The Porter County
Commissioners voted unanimously Tuesday to extend its current ambulance
service contract with Porter Health Systems for another five years, which
will reportedly net the County a savings of $1.5 million.
Commissioner
President John Evans, R-North, said the current contract was not due to
expire for another year, but Porter Health officials made the offer to hold
the contract at $750,000 a year instead of increasing it to $1 million in
the last year of the contract, as originally planned.
Evans said that
Porter Health made the offer, aware of the County’s “financial straits,” and
agreed to freeze the subsidy which the County pays each year with money out
of the Porter Memorial Hospital sale principal.
The contract
provides EMS service to much of the unincorporated parts of the county.
Portage, Valparaiso and more recently Chesterton have their own ambulance
service contracts.
In 2011, the
Commissioners signed on with Porter Health, setting the contract at $650,000
for the first two years, the next two years at $750,000, and the fifth year
at $1 million.
Prior to 2011, the
County had been paying a $500,000 subsidy to Porter Memorial Hospital,
starting in 2003, after the bankruptcy of Bethlehem Steel.
Porter Memorial
Hospital had been the County’s ambulance service provider since 1987.
Approving the new
agreement Tuesday were Evans, along with Commissioners Nancy Adams,
R-Center, and Laura Shurr Blaney, D-South.
“I think it’s a
really good contract,” Evans said.

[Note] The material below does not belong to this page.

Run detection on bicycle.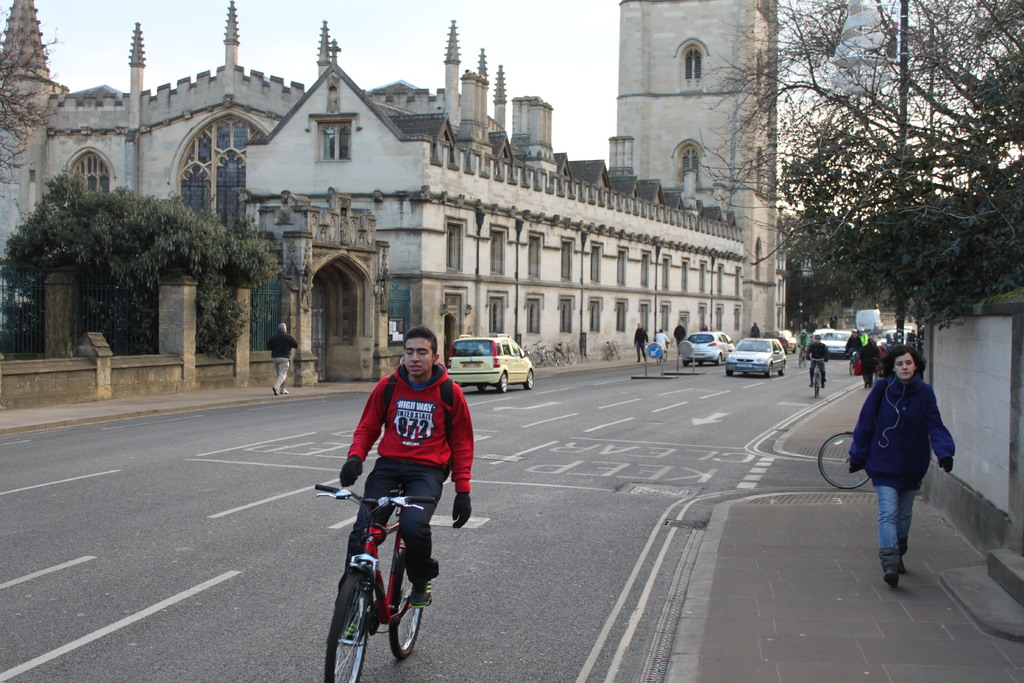
Result: locate(554, 338, 579, 365).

He touted the savings of $1.5 million,
assuming the contract would have been $1 million annually after next year.
Biggs’ weighs in
County Councilman
Jim Biggs, R-1st, who was not at the Commissioner’s meeting Tuesday, said to
the Chesterton Tribune afterwards that he wishes the Commissioners
had put the service up for bid “given the financial situation of the County”
and had consulted the Council, as they must do for unanimous consent to pay
out of the hospital sale principal.
Bidding the project
out could lead to a service contract similar to what the Town of Chesterton
has with its ambulance provider, Biggs said. According to that agreement,
any gross receipts in excess of the contracted amount, the town can recoup a
portion of.
“There are at least
reasons why this needs to be bid out, or we at least need to do our homework
to make sure (Porter Health) is the best deal for us,” Biggs said.
Evans said his
response to Biggs is that the Commissioners have never bid out ambulance
service and he believes firmly that Porter Health is the best provider for
the county. He also added that when the hospital was sold to Community
Health Systems in 2007, it was in the sales agreement that Porter would
continue to be the county’s ambulance service provider.
The decision on the
contract is solely up to the Commissioners, not the Council, Evans said.
Meanwhile, Blaney
told the Tribune she voted in favor of the contract extension because
“the savings are enormous and the service is proven.”
Both Evans and
Blaney said they had conferred with Council President Dan Whitten, D-at
large, before the meeting and he “seemed to agree” on the measure after
hearing the savings potential.
Whitten could not
be reached before deadline for additional comment.